3.2What is a Memory Consistency Model?

book pp. 20–21 · ~2 min read

  • memory model as execution partition
  • MC vs non-MC implementations
  • level of programming

The definition, made precise

§3.1 showed that shared memory behavior is subtle, which gives value to precisely defining (a) what behaviors programmers can expect and (b) what optimizations implementors may use. A memory consistency model disambiguates both at once:

A memory consistency model — or memory model — is a specification of the allowed behavior of multithreaded programs executing with shared memory. For a multithreaded program executing with specific input data, it specifies what values dynamic loads may return. Unlike single-threaded execution, multiple correct behaviors are usually allowed.

The partition view

The book adds a framing that will do quiet work for the rest of the consistency track. A memory model MC gives rules that partition executions into those obeying MC (MC executions) and those disobeying it (non-MC executions). That partition of executions in turn partitions implementations:

all executions of the programMC executionsobey the model’s rulesnon-MC executionsdisobey themMC implementationpermits only MC executionsnon-MC implementationsometimes permits non-MC executions

The model’s rules split executions; implementations are judged by which side of the split they can land on.

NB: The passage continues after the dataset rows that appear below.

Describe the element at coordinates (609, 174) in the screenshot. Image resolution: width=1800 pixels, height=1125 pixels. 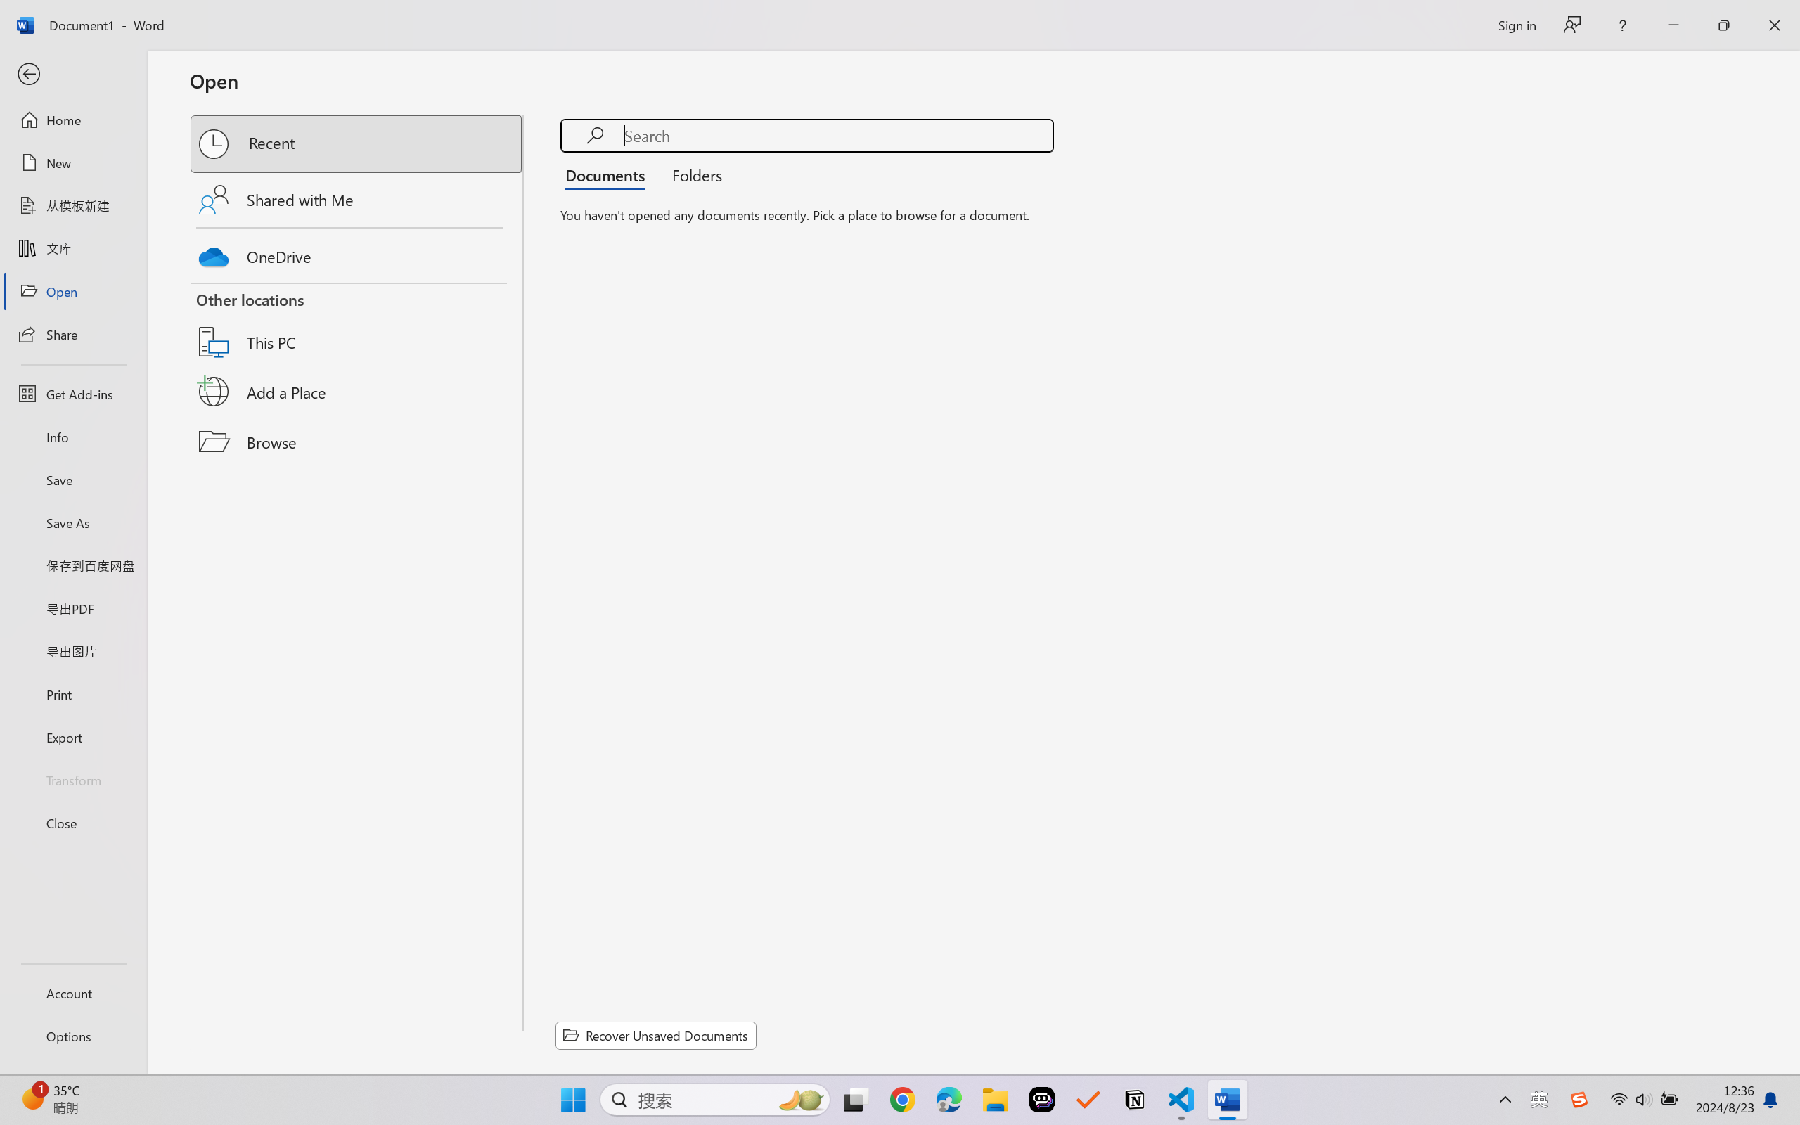
I see `Documents` at that location.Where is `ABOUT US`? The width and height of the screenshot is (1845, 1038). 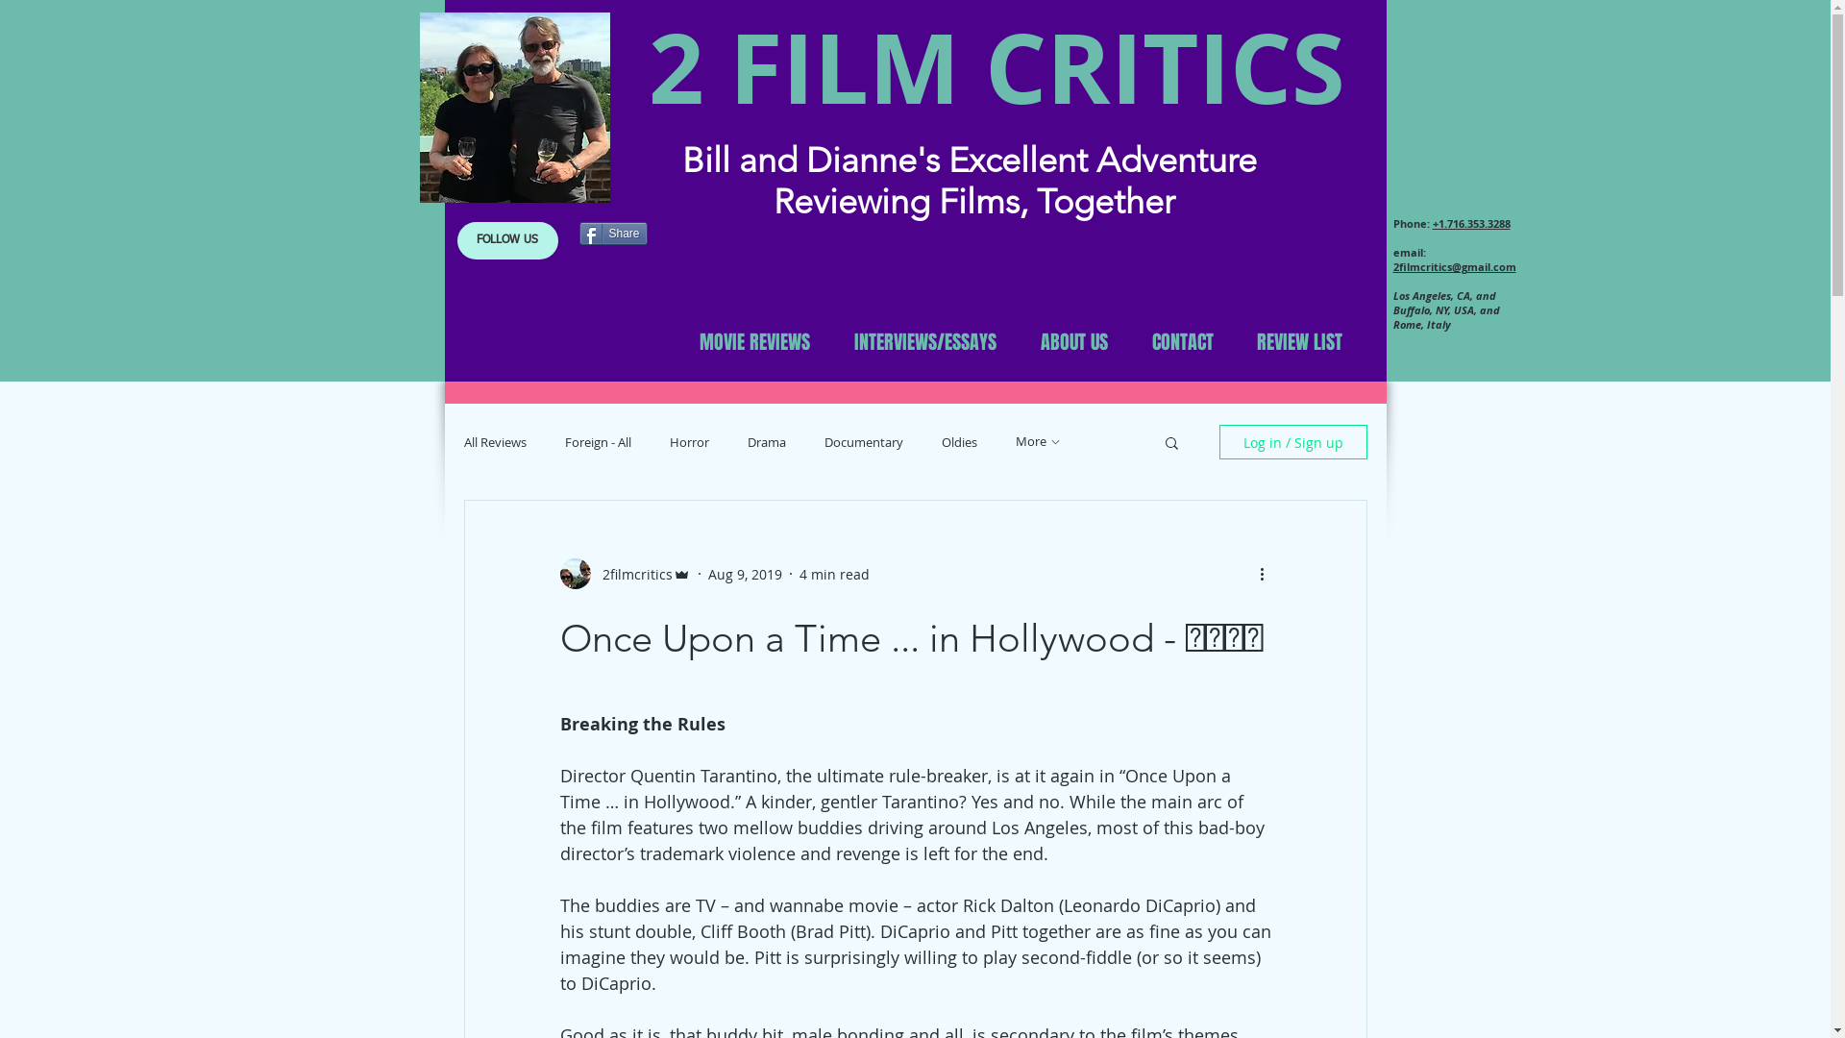
ABOUT US is located at coordinates (1074, 342).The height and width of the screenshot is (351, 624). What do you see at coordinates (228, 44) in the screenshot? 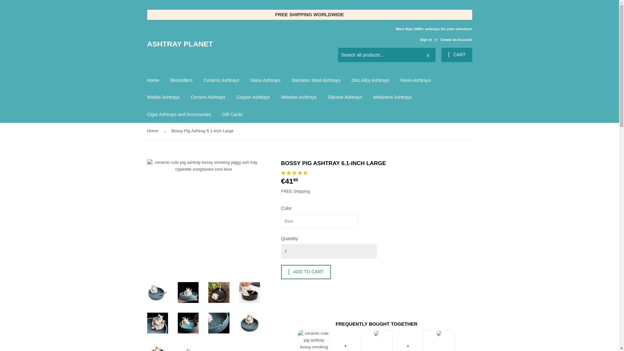
I see `ASHTRAY PLANET` at bounding box center [228, 44].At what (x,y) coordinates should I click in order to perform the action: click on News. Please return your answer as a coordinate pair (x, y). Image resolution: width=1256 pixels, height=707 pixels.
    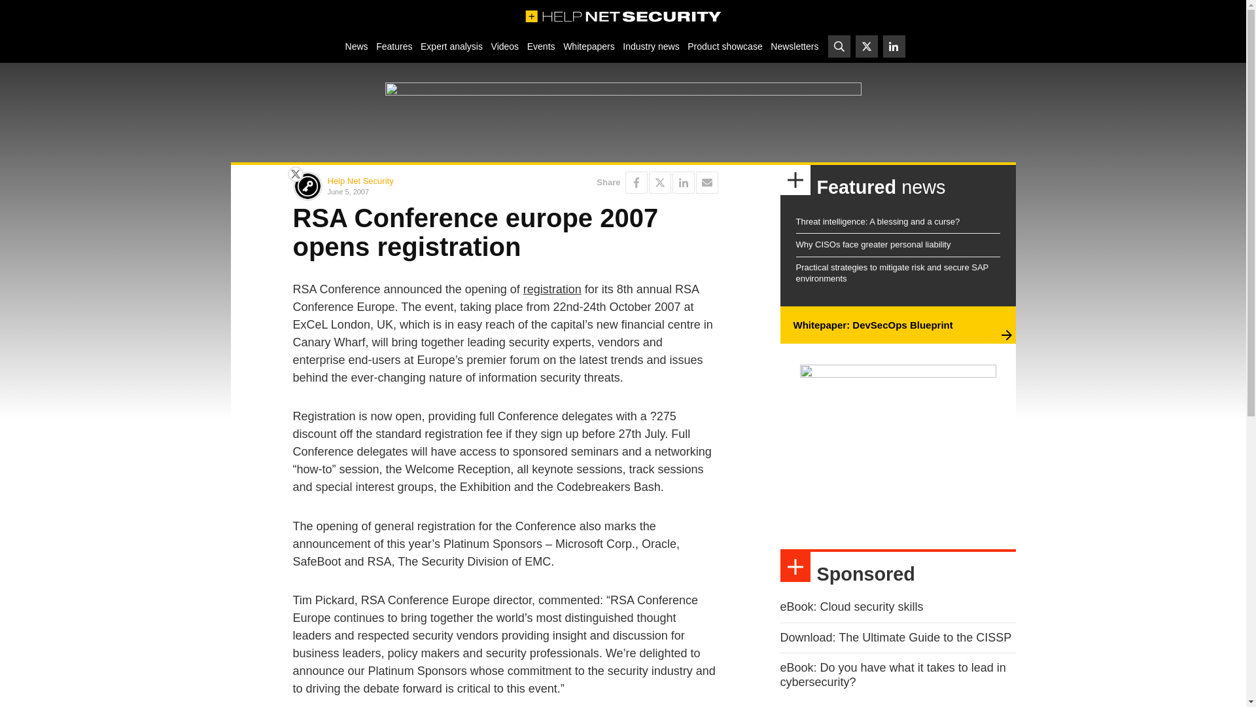
    Looking at the image, I should click on (356, 46).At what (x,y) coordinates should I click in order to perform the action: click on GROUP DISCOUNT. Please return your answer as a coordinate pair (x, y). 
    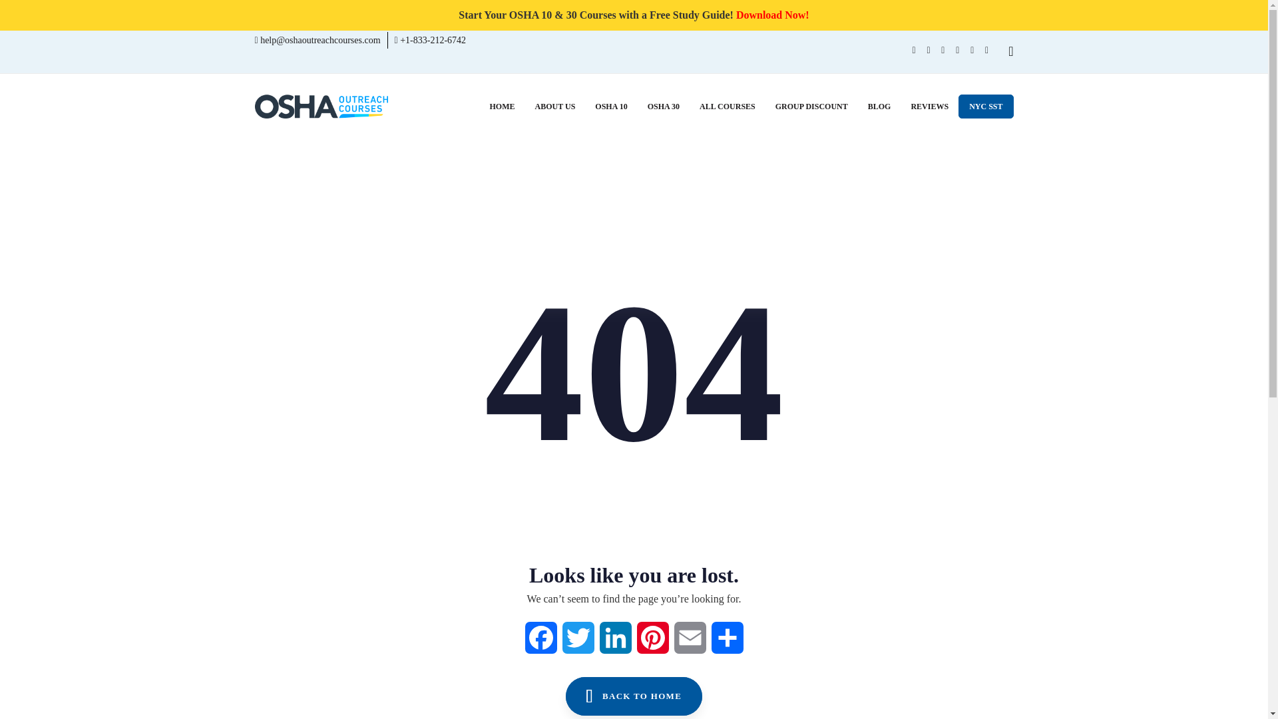
    Looking at the image, I should click on (811, 106).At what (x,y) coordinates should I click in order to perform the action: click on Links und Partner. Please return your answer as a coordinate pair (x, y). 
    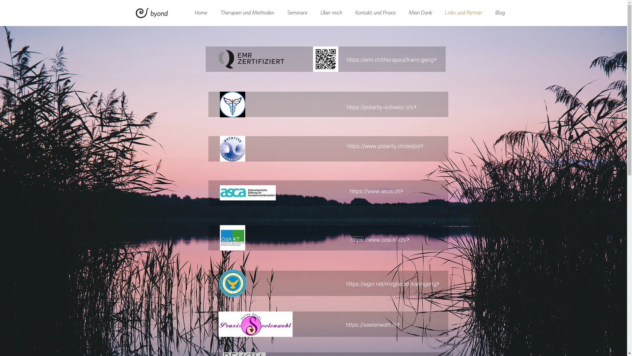
    Looking at the image, I should click on (464, 13).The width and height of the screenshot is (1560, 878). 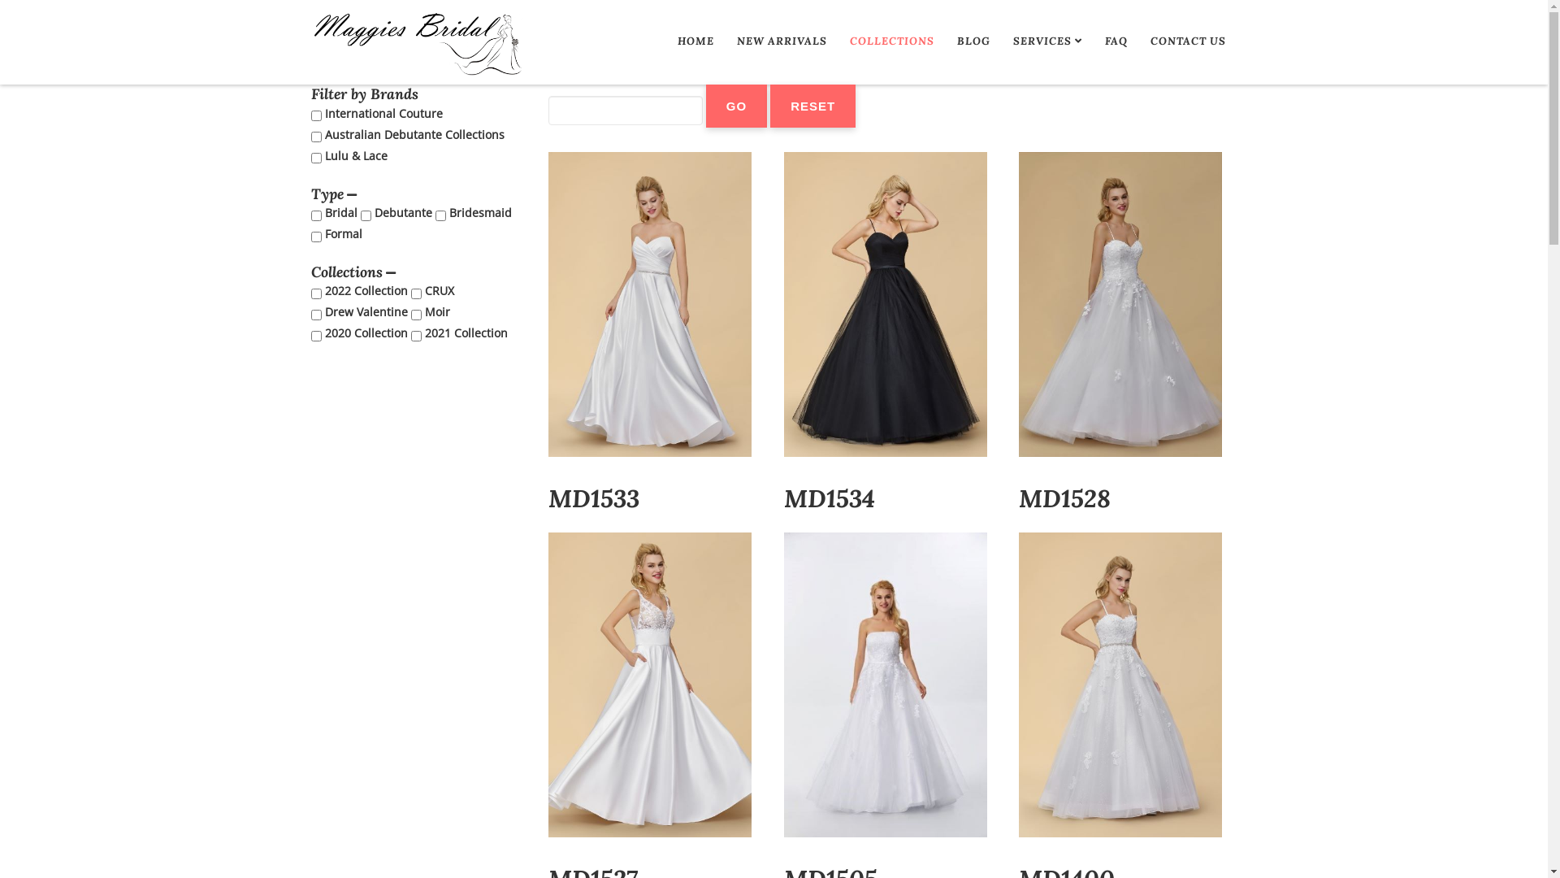 I want to click on FAQ, so click(x=1117, y=41).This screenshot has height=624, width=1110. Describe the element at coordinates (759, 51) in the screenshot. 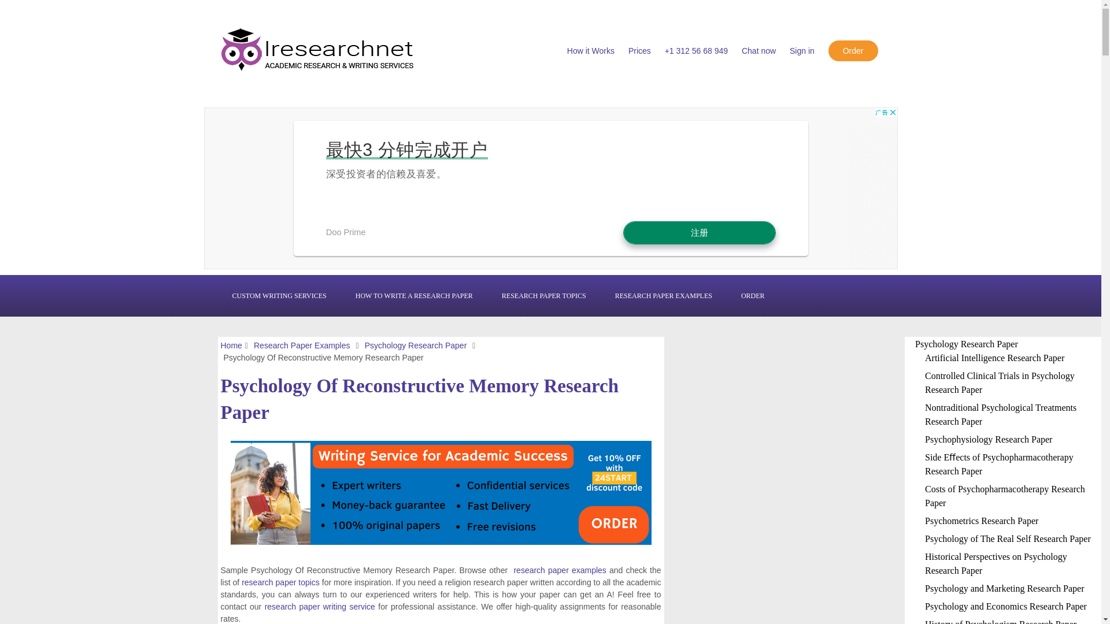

Two consequences worth pausing on:

  • An MC implementation need not permit every MC execution. The naive implementations coming in §3.6 permit very few SC executions — they are still SC implementations. Only permitting a forbidden execution disqualifies a system.
  • “Sometimes” is enough to disqualify: a non-MC implementation doesn’t produce forbidden behavior on every run — that’s what makes consistency bugs so miserable to find, and why chapter 11’s validation techniques exist.

The level of programming

One more scoping decision. A memory model could be defined at several levels of the stack; the book begins with executables in a hardware instruction set architecture, with memory accesses to locations identified by physical addresses (virtual memory and address translation are not considered). Chapter 5 will climb to high-level languages — where, for example, a compiler allocating a variable to a register affects the HLL memory model in much the same way hardware reordering of memory references affects the ISA model.

Check yourself

1.For a multithreaded program running with specific input data, what exactly does a memory consistency model specify?

2.What makes a system an "MC implementation" for a memory model MC?

3.At what level are memory models defined in this part of the book, and what analogous issue awaits at the high-level-language level?